Quintilian, whofe knowledge of human nature was confummate, has obferved, that nothing quite correct and faultlefs is to be expected in very early years, from a truly elevated genius: that a generous extravagance and exuberance are its proper marks, and that a premature exactness is a certain evidence of future flatnefs and fterility. His words are incomparable, and worthy confideration. "Audeat hæc ætas plura, et inveniat, et inventis gaudeat, fint licet illa non fatis interim ficca et fevera. Facile remedium est ubertatis, fterilia nullo labore vincuntur. Illa mihi in pueris natura nimium fpei dabit, in quâ ingenium judicio præfumitur.-Materiam effe primum volo vel abundantiorem, atque ultra quam oportet fufam. Multum inde decoquant anni, multum ratio limabit, aliquid velut ufu ipfo deteretur, fit modo unde excidi poffit & quod exculpi :-erit autem, fi non ab initio tenuem laminam duxerimus, et quam cælatura altior rumpat.Quare mihi ne maturitas quidem ipfa feftinet, nec mufta in lacu ftatim auftera fint; fic et annos ferent, et vetuftate proficient." This is very ftrong and masculine fense, expressed and enlivened by a train of metaphors, all of them elegant, and well preserved. Whether thefe early productions of Pope, would not have appeared

to

to Quintilian to be rather too finished, correct, and pure, and what he would have inferred concerning them, is too delicate a subject for me to enlarge upon. Let me rather add an entertaining anecdote. When Guido and Dominichino had each of them painted a picture in the church of Saint Andrew, Annibal Carrache, their master, was preffed to declare which of his two pupils had excelled. The picture of Guido reprefented Saint Andrew on his knees before the cross; that of Dominichino represented the flagellation of the fame Apoftle. Both of them in their different kinds were capital pieces, and were painted in fresco, opposite each other, to eternize, as it were, their rivalship and contention. "Guido (faid Carrache) has performed as a master, and Dominichino as a scholar. But (added he) the work of the scholar is more valuable than that of the mafter. In truth, one may perceive faults in the picture of Dominichino that Guido has avoided, but then there are noble strokes, not to be found in that of his rival." It was eafy to discern a genius that promised to produce beauties, to which the sweet, the gentle, and the graceful Guido would never aspire.

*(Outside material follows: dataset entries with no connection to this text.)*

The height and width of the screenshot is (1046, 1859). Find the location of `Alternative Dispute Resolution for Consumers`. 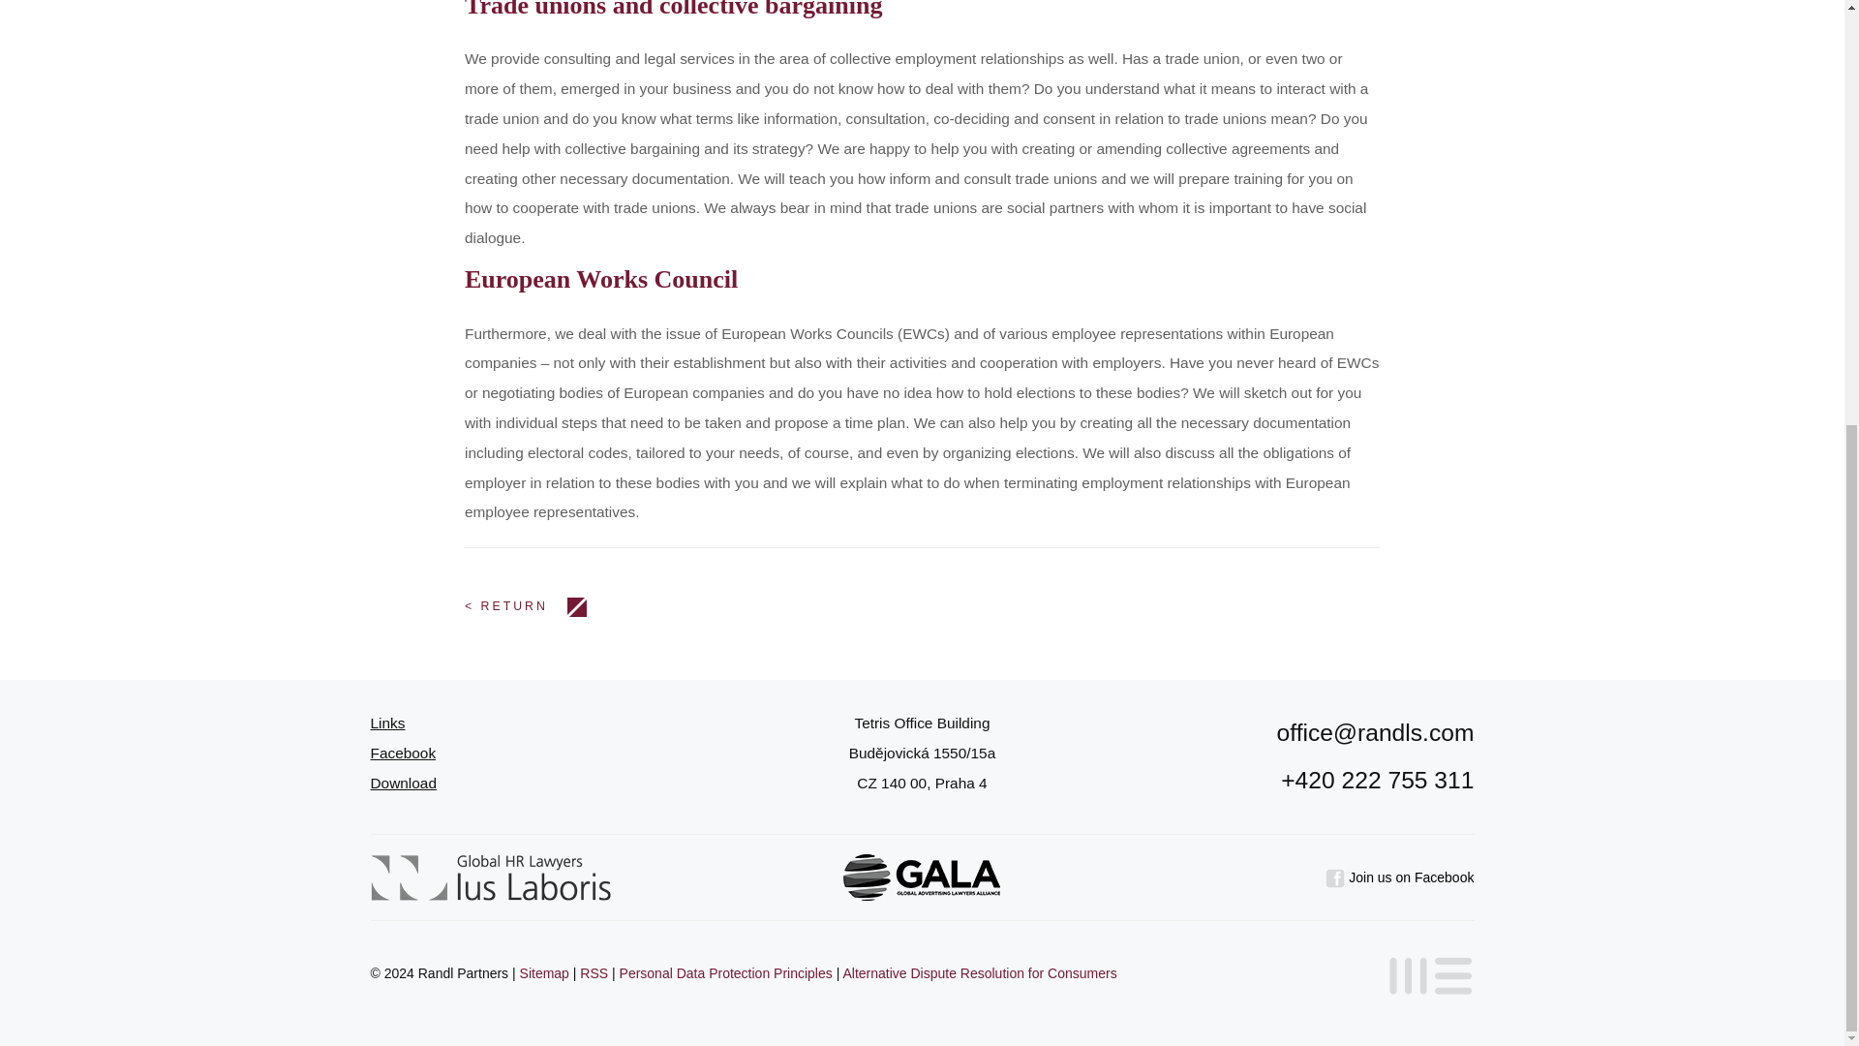

Alternative Dispute Resolution for Consumers is located at coordinates (979, 972).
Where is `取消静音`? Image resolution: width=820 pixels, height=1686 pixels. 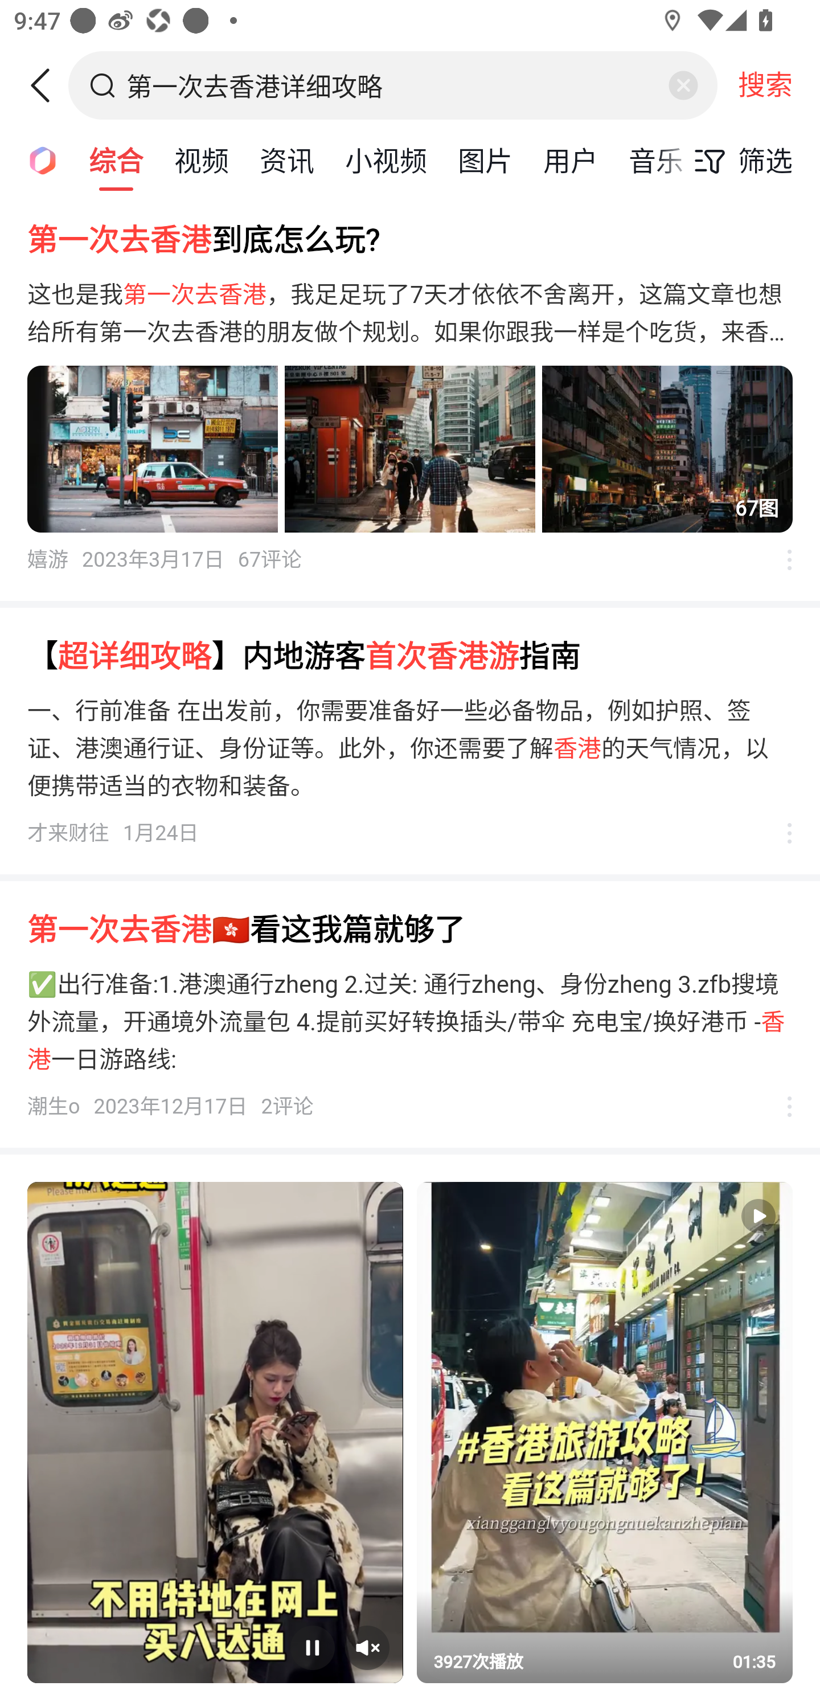 取消静音 is located at coordinates (367, 1648).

The first sketches of fuch an artist ought highly to be prized. Different geniuses unfold themselves at different periods of life. In fome minds the one is a long time in ripening. Not only inclination, but opportunity and encouragement, a proper fubject, or a proper patron, influence the exertion or the fuppreffion of genius. These stanzas on Solitude are a strong instance of that contemplation and moral turn, which was the distinguishing characteristic of our Poet's mind. An ode of Cowley, which he produced at the age of thirteen years, is of the fame cast, and perhaps not in the least inferior to this of Pope. The voluminous Lopez de Vega is commonly, but perhaps incredibly, reported by the Spaniards to have compofed verses when he was five years old; and Torquato Taffo, the fecond or third of the Italian poets, for that wonderful original Dante is the firft, is faid to have recited poems and orations of his own writing, when he was feven. It is however certain, which is more extraordinary, that he produced his Rinaldo in his eighteenth year, no bad precurfor to the Gerufalemma Liberata, and no small effort of that genius, which was in due time to fhew, how fine an epic poem the Italian language, notwithstanding the vulgar imputation of effeminacy, was capable of fupporting.